[Problem to solve] Transcribe exactly everything in the data below from the line containing "You are a GUI" down to the line containing "Task: Click on the Share on Gettr", both lines included and nothing further.

[Data in this exercise]
=== Section Start ===

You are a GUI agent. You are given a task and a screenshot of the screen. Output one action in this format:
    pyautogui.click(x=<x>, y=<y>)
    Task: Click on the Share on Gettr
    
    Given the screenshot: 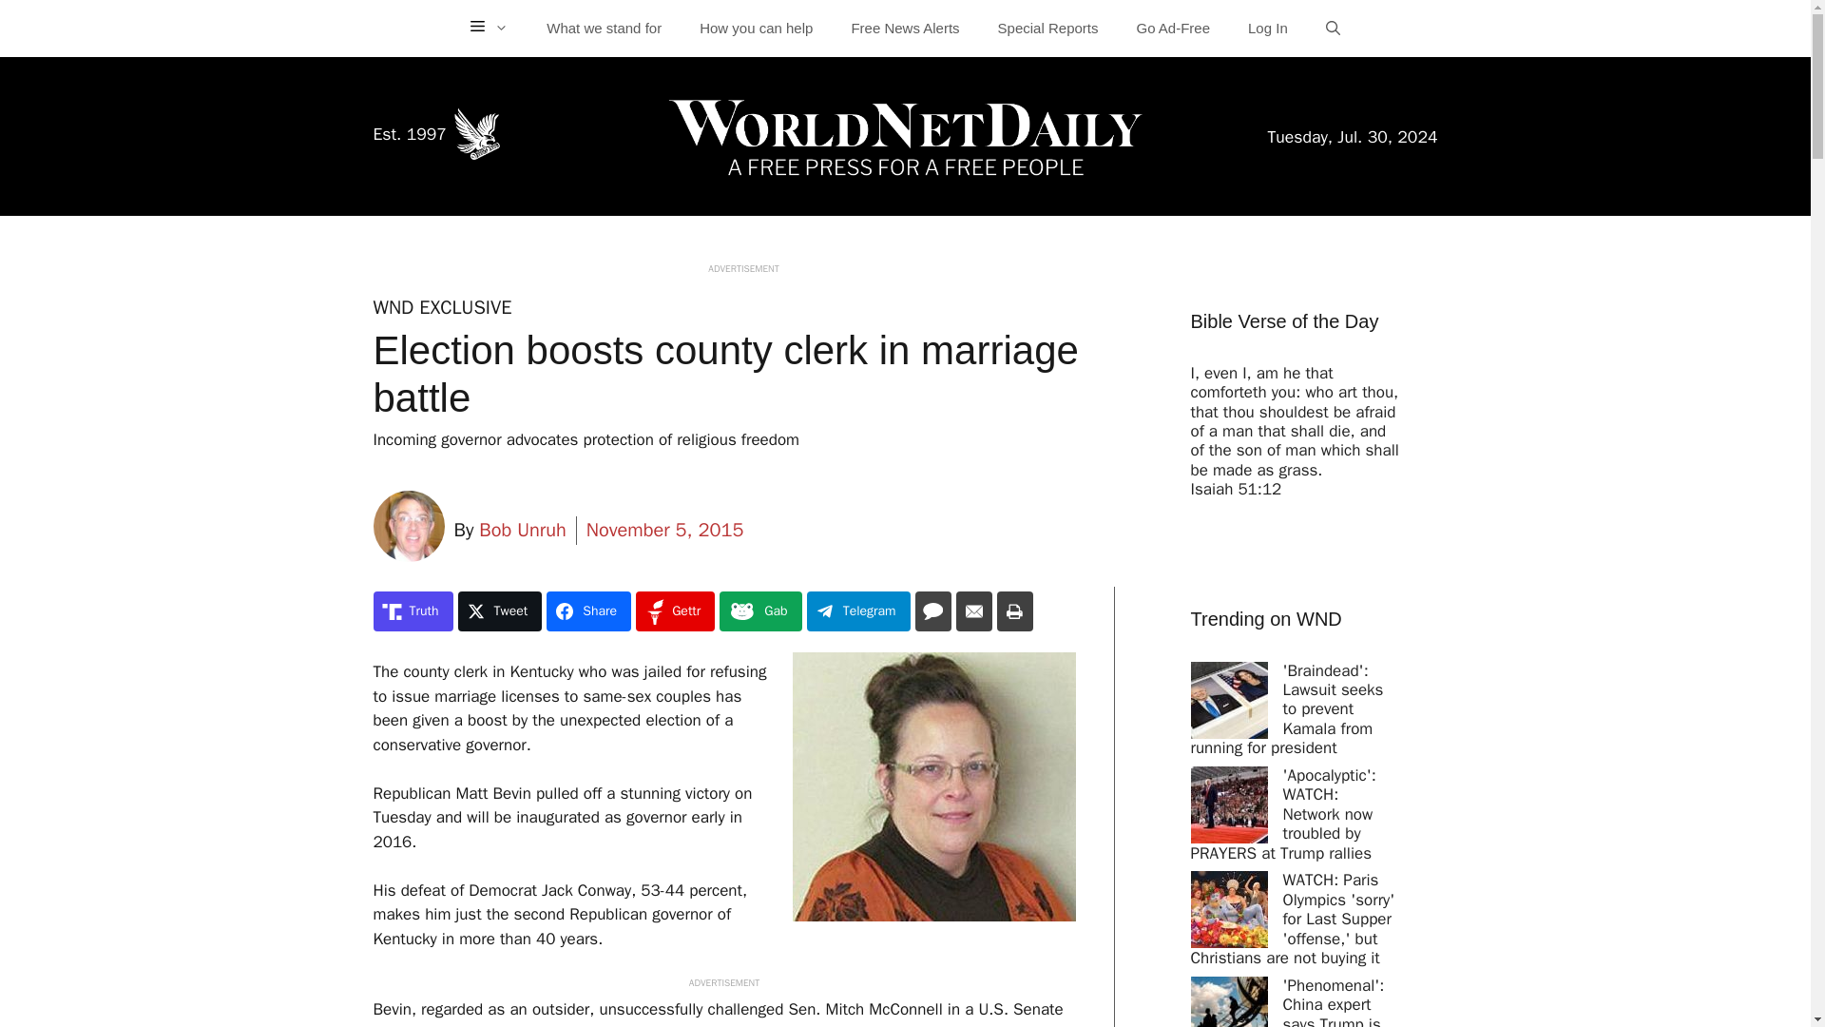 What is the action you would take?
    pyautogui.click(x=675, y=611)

=== Section End ===
=== Section Start ===

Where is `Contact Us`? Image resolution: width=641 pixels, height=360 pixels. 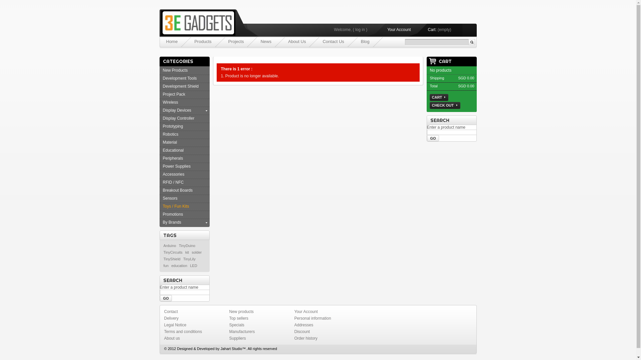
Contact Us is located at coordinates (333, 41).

=== Section End ===

[Task solution]
You are a GUI agent. You are given a task and a screenshot of the screen. Output one action in this format:
    pyautogui.click(x=<x>, y=<y>)
    Task: Click on the Share on Gettr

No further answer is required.